Operation
of WMAQ settled into a schedule routine early in 1924, with three
regular broadcast periods every day except Sunday. The first Chicago
Nemo’s were installed by WMAQ at Lyon
and Healy’s Music Store, and at the Chicago Civic Opera House.
In the summer of 1925 WMAQ broadcast the Democratic and Republican
conventions exclusively to Chicago,
by arrangement with the A.T.&.T.
The
1924 World Series baseball games were also broadcast by WMAQ in
October, and a new field of sports reporting was opened to radio
broadcasting. Public interest in these baseball games was very
much apparent, and the Daily News decided to look closely into
this new field of radio. All during that fall and winter plans
were completed for broadcasting the local Chicago
games of both the American and National League teams for the next
season. Miss Waller, incidentally, first sold P.K. Wrigley on
the idea of broadcasting from Wrigley Field. WMAQ was the first
station in the United States to broadcast every home
baseball game, an arrangement which began on June 1st,
1925, and continued for many seasons.
The
Daily News and WMAQ also took an active interest in all other
sports, both collegiate and professional. Football games from
the University of Chicago’s Stagg Field were
begun in the fall of 1925, the first game being played October
3rd, between Chicago
and Kentucky, and believed to
be the first regular football game broadcast in the United States.

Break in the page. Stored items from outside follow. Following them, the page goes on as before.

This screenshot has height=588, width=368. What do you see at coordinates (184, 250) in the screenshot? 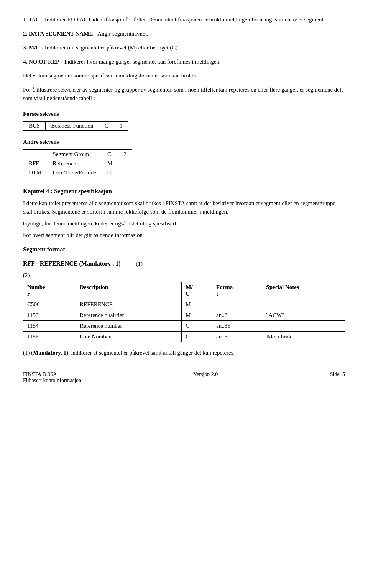
I see `segment-format-label: Segment format` at bounding box center [184, 250].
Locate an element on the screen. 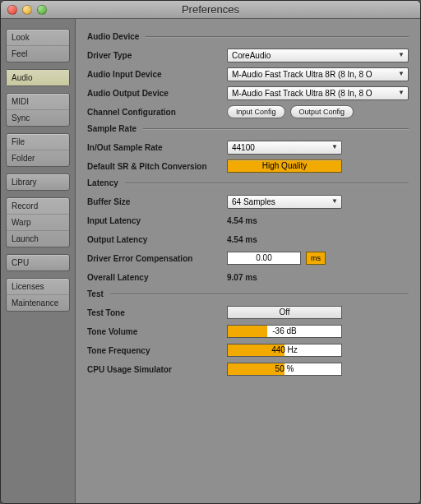  sidebar-group: RecordWarpLaunch is located at coordinates (38, 222).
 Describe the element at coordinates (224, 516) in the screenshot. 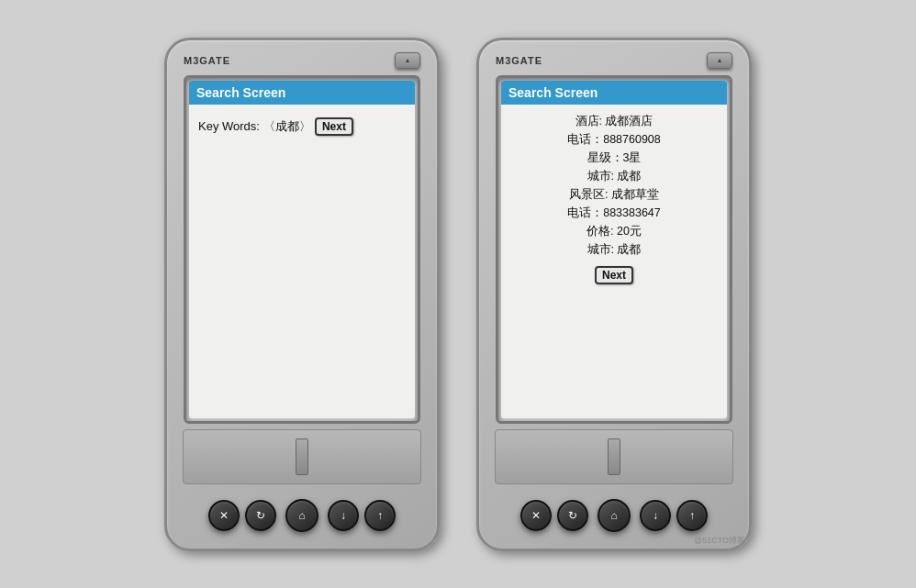

I see `close-button-1: ✕` at that location.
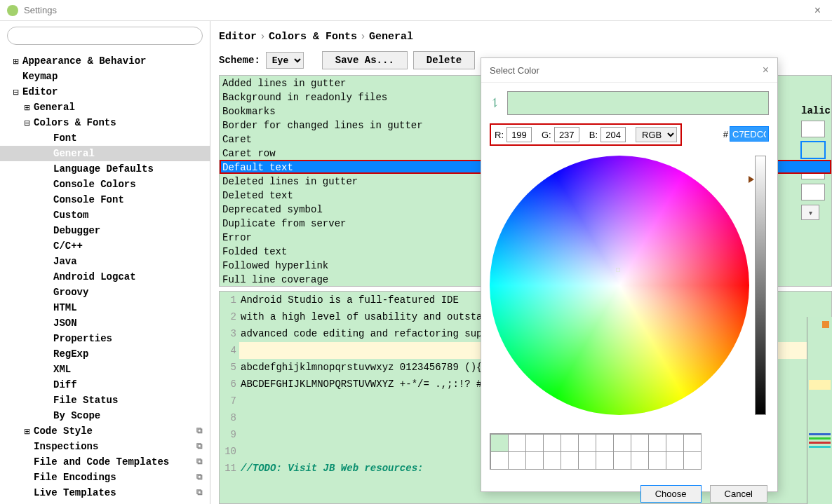  I want to click on sidebar-item: Console Font, so click(105, 200).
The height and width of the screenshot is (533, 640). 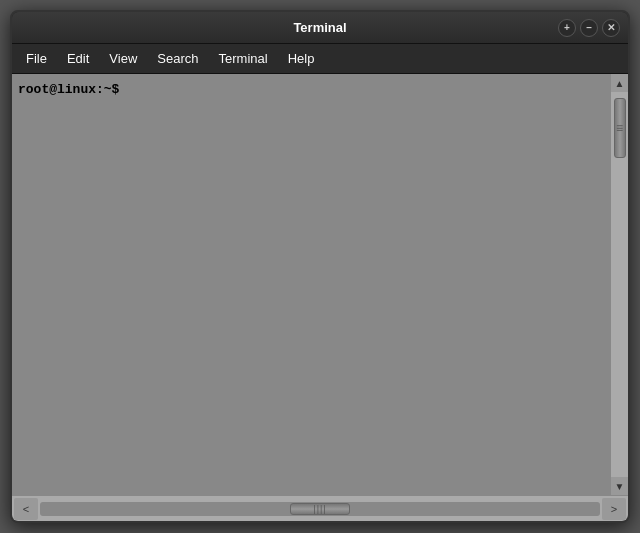 What do you see at coordinates (320, 28) in the screenshot?
I see `titlebar: Terminal + – ✕` at bounding box center [320, 28].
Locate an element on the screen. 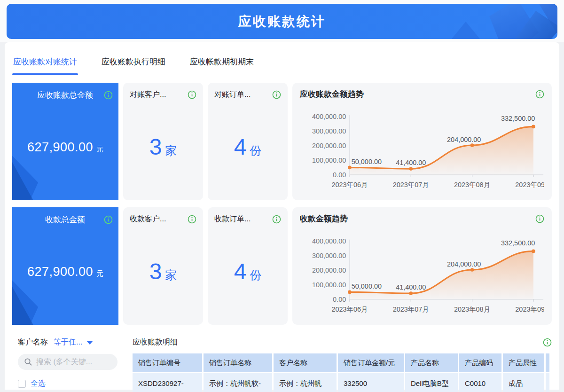 This screenshot has height=392, width=564. collection-orders-card: 收款订单... 4 份 is located at coordinates (248, 266).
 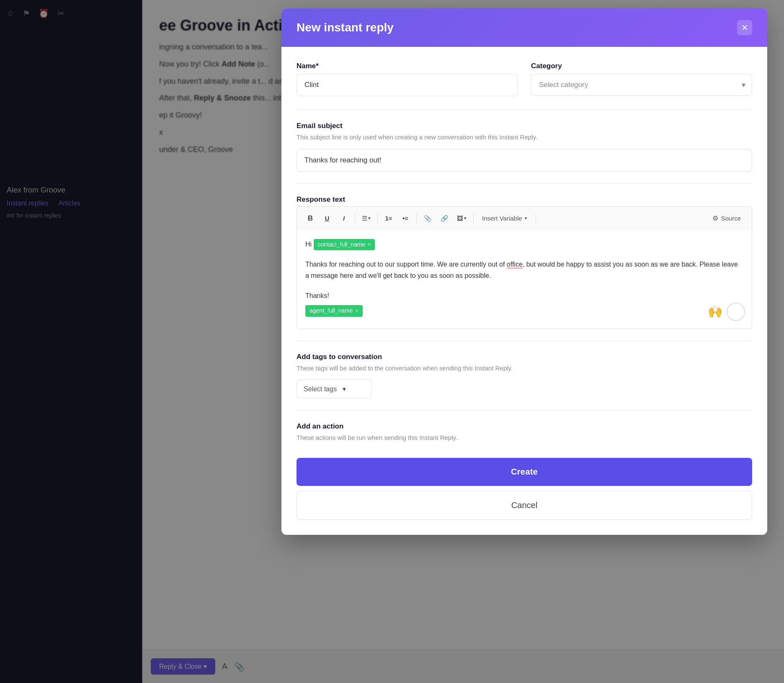 What do you see at coordinates (369, 218) in the screenshot?
I see `align-chevron: ▾` at bounding box center [369, 218].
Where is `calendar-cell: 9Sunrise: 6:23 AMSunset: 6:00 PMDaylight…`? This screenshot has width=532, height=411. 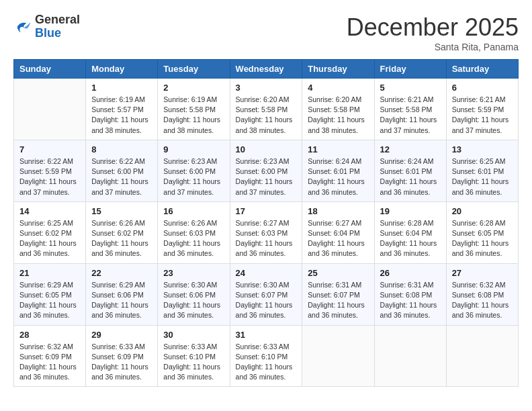 calendar-cell: 9Sunrise: 6:23 AMSunset: 6:00 PMDaylight… is located at coordinates (193, 171).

Chicago at that time was devois of
qualified announcers as it was of experienced operators. In order
to accurately broadcast these various sports activities, it was
necessary for the Daily News to draft two of its experienced reporters
for radio work. The two chosen were” Harry Beardsley and Hal
Totten---and
Hal is still doing sports broadcasts for NBC.
Another
sports reporter, Kenneth Fry of the Chicago Evening Post, was
also doing occasional stints for WMAQ in 1925. Ken is now Director
of Special Events for the NBC Central Division.
WMAQ
was the only Chicago station to
broadcast the Coolidge inaugural from Washington in March, 1925, and all other local
stations courteously remained silent during the special broadcast
so that listeners would not be detracted from the important event.
In
the same month the Victor Phonograph Company presented the first
of a series of concerts over an improvised network of some twenty
stations scattered between WEAF in New York
and WMAQ in Chicago.
This probably was the first “commercial” network broadcast, and
was the forerunner of the present-day independent network systems.